Fig. 102.—Karl von Zittel, 1839-1904.

The methods of collecting fossils in the field have been greatly developed. By means of spreading mucilage and tissue paper over delicate bones that crumble on exposure to the air, and of wrapping fossils in plaster casts for transportation, it has been made possible to uncover and preserve many structures which with a rougher method of handling would have been lost to science.

Fossil Man.—One extremely interesting section of palæontology deals with the fossil remains of the supposed ancestors of the present human race. Geological evidence establishes the great antiquity of man, but up to the present time little systematic exploration has been carried on with a view to discover all possible traces of fossil man. From time to time since 1840 there have been discovered in caverns and river-gravels bones which, taken together, constitute an interesting series. The parts of the skull are of especial importance in this kind of study, and there now exists in different collections a series containing the Neanderthal skull, the skulls of Spy and Engis, and the Java skull described in 1894 by Dubois. There have also been found recently (November, 1906) in deposits near Lincoln, Neb., some fossil human remains that occupy an intermediate position between the Neanderthal skull and the skulls of the lower representatives of living races of mankind. We shall have occasion to revert to this question in considering the evidences of organic evolution. (See page 364.)

The name palæontology was brought into use about 1830. The science affords, in some particulars, the most interesting field for biological research, and the feature of the reconstruction of ancient life and the determination of the lineage of living forms has taken a strong hold on the popular imagination. According to Osborn, the most important palæontological event of recent times was the discovery, in 1900, of fossil beds of mammals in the Fayûm lake-province of Egypt, about forty-seven miles south of Cairo. Here are embedded fossil forms, some of which have been already described in a volume by Charles W. Andrews, which Osborn says "marks a turning-point in the history of mammalia of the world." It is now established that "Africa was a very important center in the evolution of mammalian life." It is expected that the lineage of several orders of mammalia will be cleared up through the further study of fossils from this district.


Omit all pictures, then print the entries exactly.

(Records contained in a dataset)
━━━━━━
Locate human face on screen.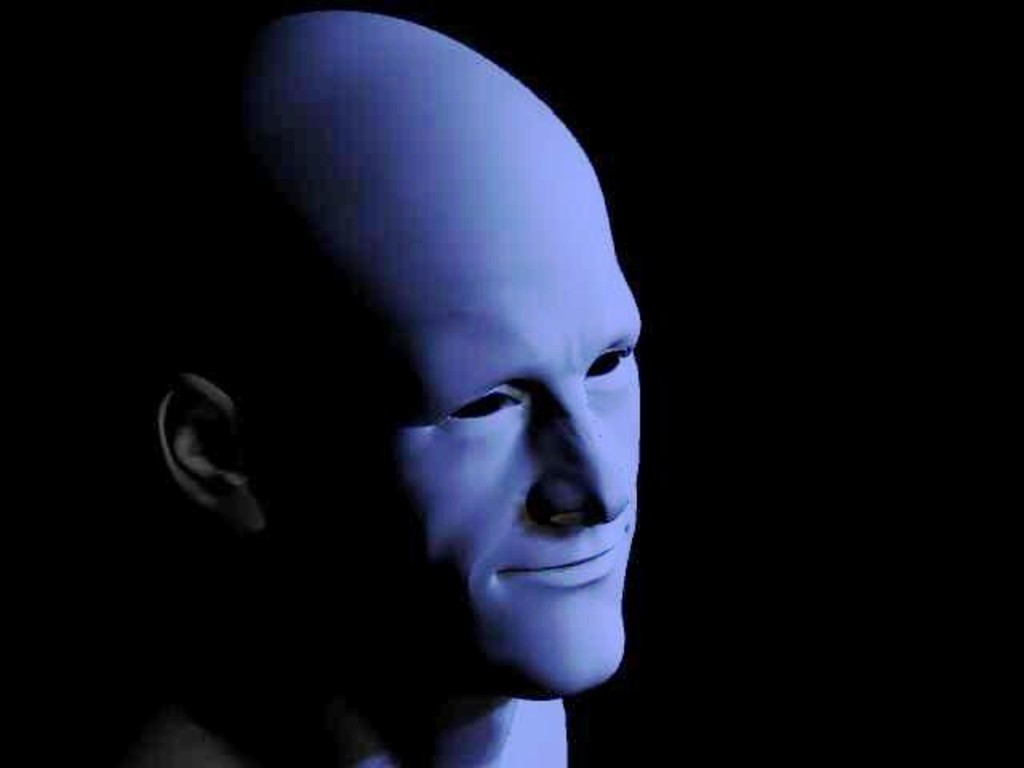
On screen at Rect(269, 179, 645, 690).
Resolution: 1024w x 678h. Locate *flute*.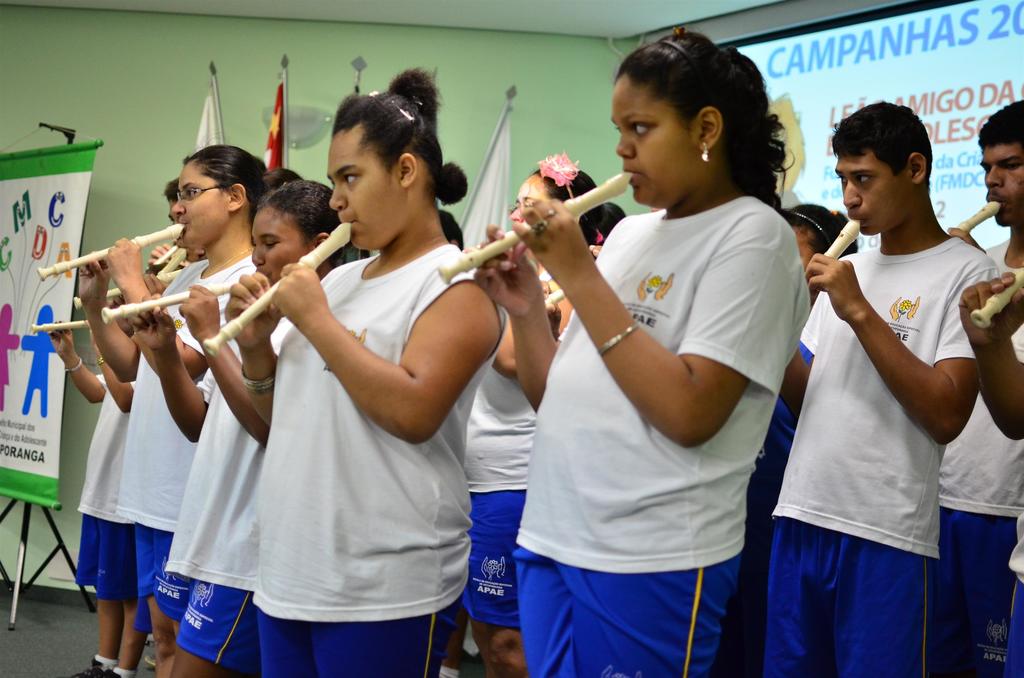
<bbox>204, 223, 351, 355</bbox>.
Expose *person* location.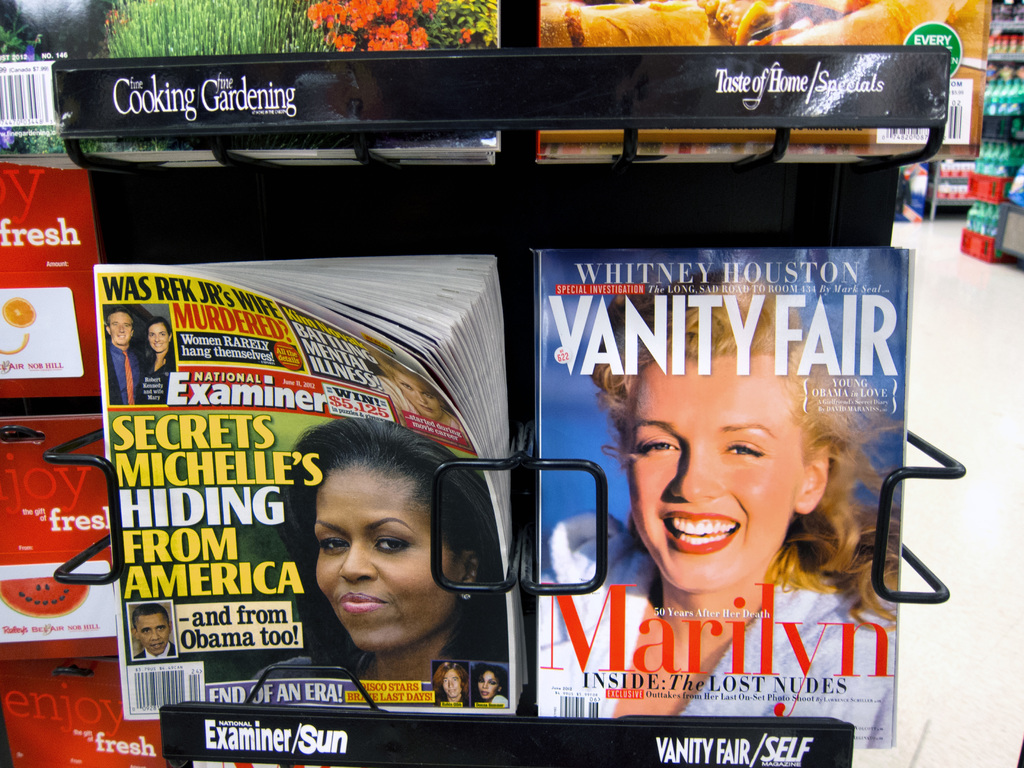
━━━━━━
* **Task output**:
Locate human face on screen.
On screen at Rect(269, 179, 645, 690).
Resolution: 1024w x 678h. Locate *flute*.
<bbox>204, 223, 351, 355</bbox>.
Expose *person* location.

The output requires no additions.